Family offices are becoming vital bridge builders.
Across both panels, family offices emerged as key players in Latin America’s funding ecosystem—providing patient capital, regional expertise, and empathy for founders.
Sergio Chaverri shared: “Family offices are often the only investors in the region who understand both sides of the table—they’ve built businesses and know the grind.”
Senofer Mendoza agreed: “Family offices are the best bridge builders because they sit in funds, companies, and operating businesses. They just like good business, and they open doors traditional VCs can’t.”
Rafa de Haro noted that in COMETA’s funds, “the value from family office LPs to portfolio companies is second to none—they’re still operators, so they’re empathetic and hands-on.”
Founders must diversify their funding networks—locally and globally.
Speakers encouraged entrepreneurs to combine local capital relationships with global investor connections. De Haro cautioned that foreign “tourist capital” can vanish as fast as it arrives: “Nurture local relationships. You need partners who understand regulation and stay with you through cycles.”
Mendoza recommended a mix of perspectives: “Family investors are great at blitz-scaling; Boston investors are great at diligence; international investors keep you revenue-forward. That mix keeps you honest.”
Khosla added: “Be transparent about your journey and build VC relationships early—even if you’re too early for funding now.”
Emerging markets are the new testing ground for global innovation.
Both founders and investors emphasized that Latin America offers unique opportunities to test, scale, and export innovation.

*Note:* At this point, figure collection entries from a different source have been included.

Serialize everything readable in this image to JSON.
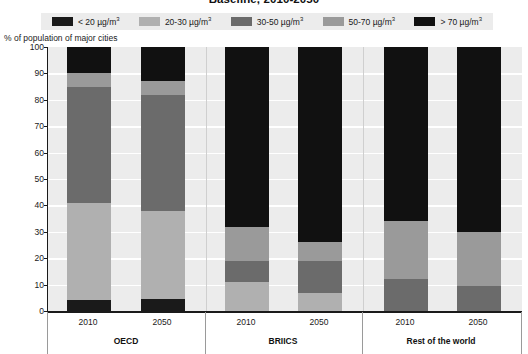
{
  "chart_data": {
    "type": "bar",
    "subtype": "stacked-100-percent",
    "title": "Baseline, 2010-2050",
    "ylabel": "% of population of major cities",
    "xlabel": "",
    "ylim": [
      0,
      100
    ],
    "yticks": [
      0,
      10,
      20,
      30,
      40,
      50,
      60,
      70,
      80,
      90,
      100
    ],
    "grid": true,
    "legend_position": "top",
    "categories": [
      "2010",
      "2050",
      "2010",
      "2050",
      "2010",
      "2050"
    ],
    "groups": [
      {
        "label": "OECD",
        "categories": [
          "2010",
          "2050"
        ]
      },
      {
        "label": "BRIICS",
        "categories": [
          "2010",
          "2050"
        ]
      },
      {
        "label": "Rest of the world",
        "categories": [
          "2010",
          "2050"
        ]
      }
    ],
    "series": [
      {
        "name": "< 20 µg/m³",
        "color": "#1a1a1a",
        "values": [
          4,
          4.5,
          0,
          0,
          0,
          0
        ]
      },
      {
        "name": "20-30 µg/m³",
        "color": "#b0b0b0",
        "values": [
          37,
          33.5,
          11,
          7,
          0,
          0
        ]
      },
      {
        "name": "30-50 µg/m³",
        "color": "#6b6b6b",
        "values": [
          44,
          44,
          8,
          12,
          12,
          9.5
        ]
      },
      {
        "name": "50-70 µg/m³",
        "color": "#9a9a9a",
        "values": [
          5,
          5,
          13,
          7,
          22,
          20.5
        ]
      },
      {
        "name": "> 70 µg/m³",
        "color": "#111111",
        "values": [
          10,
          13,
          68,
          74,
          66,
          70
        ]
      }
    ]
  },
  "legend": {
    "items": [
      {
        "label": "< 20 µg/m",
        "sup": "3",
        "color": "#1a1a1a",
        "icon": "legend-swatch-icon"
      },
      {
        "label": "20-30 µg/m",
        "sup": "3",
        "color": "#b0b0b0",
        "icon": "legend-swatch-icon"
      },
      {
        "label": "30-50 µg/m",
        "sup": "3",
        "color": "#6b6b6b",
        "icon": "legend-swatch-icon"
      },
      {
        "label": "50-70 µg/m",
        "sup": "3",
        "color": "#9a9a9a",
        "icon": "legend-swatch-icon"
      },
      {
        "label": "> 70 µg/m",
        "sup": "3",
        "color": "#111111",
        "icon": "legend-swatch-icon"
      }
    ]
  },
  "colors": {
    "plot_background": "#ececec",
    "page_background": "#ffffff",
    "gridline": "#ffffff",
    "axis": "#1a1a1a",
    "text": "#1a1a1a"
  }
}
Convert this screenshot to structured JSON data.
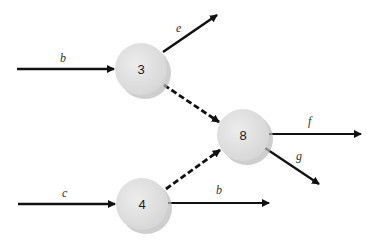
{
  "diagram": {
    "type": "flow-network",
    "nodes": [
      {
        "id": "n3",
        "label": "3",
        "cx": 141,
        "cy": 69,
        "r": 26
      },
      {
        "id": "n8",
        "label": "8",
        "cx": 243,
        "cy": 135,
        "r": 26
      },
      {
        "id": "n4",
        "label": "4",
        "cx": 142,
        "cy": 204,
        "r": 26
      }
    ],
    "edges": [
      {
        "id": "e-b-in",
        "label": "b",
        "from": "source",
        "to": "3",
        "style": "solid"
      },
      {
        "id": "e-e-out",
        "label": "e",
        "from": "3",
        "to": "sink",
        "style": "solid"
      },
      {
        "id": "e-3-8",
        "label": "",
        "from": "3",
        "to": "8",
        "style": "dashed"
      },
      {
        "id": "e-c-in",
        "label": "c",
        "from": "source",
        "to": "4",
        "style": "solid"
      },
      {
        "id": "e-4-8",
        "label": "",
        "from": "4",
        "to": "8",
        "style": "dashed"
      },
      {
        "id": "e-b-out",
        "label": "b",
        "from": "4",
        "to": "sink",
        "style": "solid"
      },
      {
        "id": "e-f-out",
        "label": "f",
        "from": "8",
        "to": "sink",
        "style": "solid"
      },
      {
        "id": "e-g-out",
        "label": "g",
        "from": "8",
        "to": "sink",
        "style": "solid"
      }
    ],
    "colors": {
      "node_fill": "#e2e2e2",
      "node_shadow": "#b9b9b9",
      "edge": "#111111"
    }
  }
}
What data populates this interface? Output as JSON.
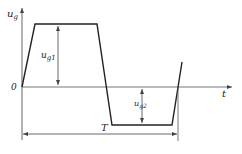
{
  "diagram": {
    "type": "trapezoidal-waveform",
    "y_axis_label": {
      "main": "u",
      "sub": "g"
    },
    "x_axis_label": "t",
    "origin_label": "0",
    "upper_amplitude_label": {
      "main": "u",
      "sub": "g1"
    },
    "lower_amplitude_label": {
      "main": "u",
      "sub": "g2"
    },
    "period_label": "T",
    "colors": {
      "waveform": "#222222",
      "axis": "#555555",
      "dimension": "#444444"
    }
  }
}
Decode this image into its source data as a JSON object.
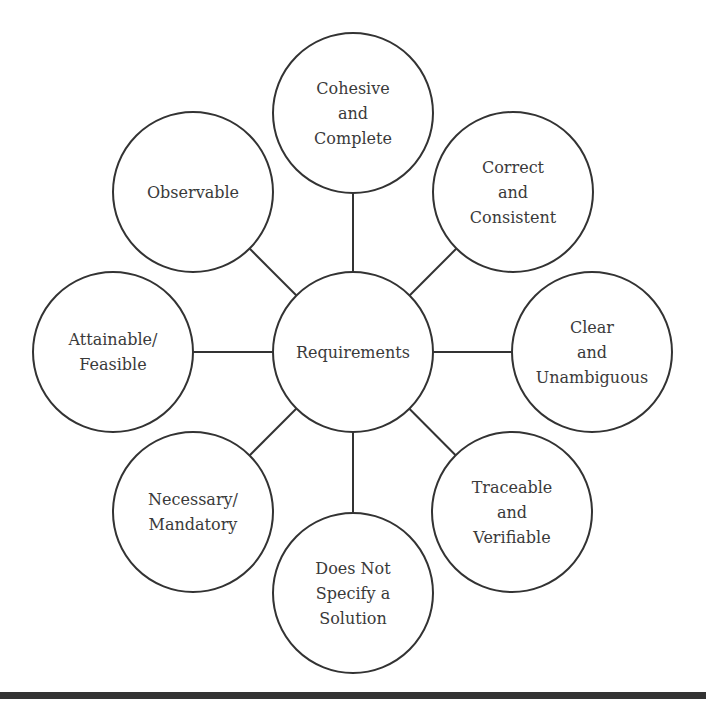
{
  "diagram": {
    "center": {
      "label_lines": [
        "Requirements"
      ],
      "cx": 353,
      "cy": 352,
      "r": 80
    },
    "nodes": [
      {
        "id": "cohesive-complete",
        "label_lines": [
          "Cohesive",
          "and",
          "Complete"
        ],
        "cx": 353,
        "cy": 113,
        "r": 80
      },
      {
        "id": "correct-consistent",
        "label_lines": [
          "Correct",
          "and",
          "Consistent"
        ],
        "cx": 513,
        "cy": 192,
        "r": 80
      },
      {
        "id": "clear-unambiguous",
        "label_lines": [
          "Clear",
          "and",
          "Unambiguous"
        ],
        "cx": 592,
        "cy": 352,
        "r": 80
      },
      {
        "id": "traceable-verifiable",
        "label_lines": [
          "Traceable",
          "and",
          "Verifiable"
        ],
        "cx": 512,
        "cy": 512,
        "r": 80
      },
      {
        "id": "does-not-specify-solution",
        "label_lines": [
          "Does Not",
          "Specify a",
          "Solution"
        ],
        "cx": 353,
        "cy": 593,
        "r": 80
      },
      {
        "id": "necessary-mandatory",
        "label_lines": [
          "Necessary/",
          "Mandatory"
        ],
        "cx": 193,
        "cy": 512,
        "r": 80
      },
      {
        "id": "attainable-feasible",
        "label_lines": [
          "Attainable/",
          "Feasible"
        ],
        "cx": 113,
        "cy": 352,
        "r": 80
      },
      {
        "id": "observable",
        "label_lines": [
          "Observable"
        ],
        "cx": 193,
        "cy": 192,
        "r": 80
      }
    ],
    "colors": {
      "stroke": "#333333",
      "text": "#3a3a3a",
      "fill": "#ffffff"
    }
  }
}
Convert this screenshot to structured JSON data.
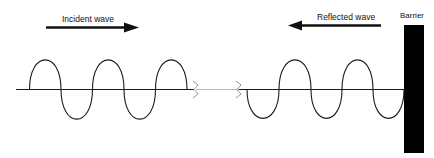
{
  "diagram": {
    "type": "wave-reflection",
    "labels": {
      "incident": "Incident wave",
      "reflected": "Reflected wave",
      "barrier": "Barrier"
    },
    "colors": {
      "stroke": "#1a1a1a",
      "barrier": "#000000",
      "break_line": "#b0b0b0"
    },
    "incident_wave": {
      "direction": "right",
      "cycles": 3,
      "start_phase": "up"
    },
    "reflected_wave": {
      "direction": "left",
      "cycles": 2.5,
      "start_phase": "down"
    }
  }
}
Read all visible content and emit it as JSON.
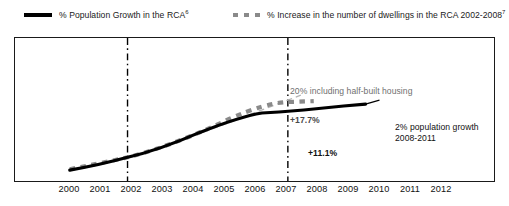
{
  "legend": {
    "entries": [
      {
        "name": "population-growth",
        "label": "% Population Growth in the RCA",
        "footnote": "6",
        "style": "solid",
        "color": "#000000"
      },
      {
        "name": "dwellings-increase",
        "label": "% Increase in the number of dwellings in the RCA 2002-2008",
        "footnote": "7",
        "style": "dashed",
        "color": "#8a8a8a"
      }
    ]
  },
  "annotations": {
    "half_built_housing": "20% including half-built housing",
    "dwellings_value": "+17.7%",
    "population_value": "+11.1%",
    "population_note_line1": "2% population growth",
    "population_note_line2": "2008-2011"
  },
  "chart_data": {
    "type": "line",
    "title": "",
    "subtitle": "",
    "xlabel": "",
    "ylabel": "",
    "grid": false,
    "legend_position": "top",
    "xlim": [
      2000,
      2012
    ],
    "ylim": [
      0,
      25
    ],
    "x": [
      2000,
      2001,
      2002,
      2003,
      2004,
      2005,
      2006,
      2007,
      2008,
      2009,
      2010,
      2011,
      2012
    ],
    "tick_labels": [
      "2000",
      "2001",
      "2002",
      "2003",
      "2004",
      "2005",
      "2006",
      "2007",
      "2008",
      "2009",
      "2010",
      "2011",
      "2012"
    ],
    "vertical_markers": [
      {
        "x": 2002,
        "style": "dash-dot",
        "color": "#000000"
      },
      {
        "x": 2008,
        "style": "dash-dot",
        "color": "#000000"
      }
    ],
    "series": [
      {
        "name": "% Population Growth in the RCA",
        "style": "solid",
        "color": "#000000",
        "width": 3,
        "x": [
          2000,
          2001,
          2002,
          2003,
          2004,
          2005,
          2006,
          2007,
          2008,
          2009,
          2010,
          2011
        ],
        "values": [
          0.6,
          1.5,
          2.6,
          3.6,
          4.7,
          6.2,
          7.9,
          9.7,
          11.1,
          11.8,
          12.1,
          13.1
        ],
        "end_label": "+11.1%"
      },
      {
        "name": "% Increase in the number of dwellings in the RCA 2002-2008",
        "style": "dashed",
        "color": "#8a8a8a",
        "width": 4,
        "x": [
          2000,
          2001,
          2002,
          2003,
          2004,
          2005,
          2006,
          2007,
          2008,
          2009
        ],
        "values": [
          0.6,
          1.6,
          2.7,
          5.2,
          7.8,
          10.4,
          13.0,
          15.6,
          17.7,
          17.7
        ],
        "end_label": "+17.7%"
      },
      {
        "name": "20% including half-built housing",
        "style": "dashed-thin",
        "color": "#b0b0b0",
        "width": 1.3,
        "x": [
          2002,
          2003,
          2004,
          2005,
          2006,
          2007,
          2008
        ],
        "values": [
          2.7,
          5.6,
          8.6,
          11.6,
          14.6,
          17.5,
          20.0
        ],
        "end_label": "20% including half-built housing"
      }
    ]
  }
}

Chaverri advised founders to “leverage where you’re from—but think bigger than your country. Emerging-market strategies are powerful when you expand to places with similar challenges, like Africa.”
Mendoza drew a parallel to Southeast Asia’s tech leap: “In Mexico, we’ll see a leapfrog moment—an entire generation connecting for the first time without legacy tech debt. It’s going to be beautiful.”
De Haro pointed to a new generation of companies “building infrastructure for financial services and organizing unstructured data so AI can actually work.”
Resilience, humility, and leveraging the ecosystem are keys to long-term success.
From startup grit to scaling operations, every speaker returned to one theme: resilience.
Cedillo summed it up like this: “Startups never die of hunger—they die of indigestion. Be humble enough to collaborate, find the right partners, and play the ecosystem.”
Mendoza offered this pragmatic encouragement to early-stage founders at Harvard: “You’re in one of the most fundable three square miles on the planet. Audit your tools—classes, mentors, alumni—and use them. Start here at Harvard; it works.”
From Mexico to Boston and beyond, Latin America’s startup story is one of creative problem-solving, shared opportunity, and cross-border collaboration. As these panels made clear, the future of LATAM innovation won’t be built by founders or investors alone. Instead, it will be shaped by the bridges they build between them.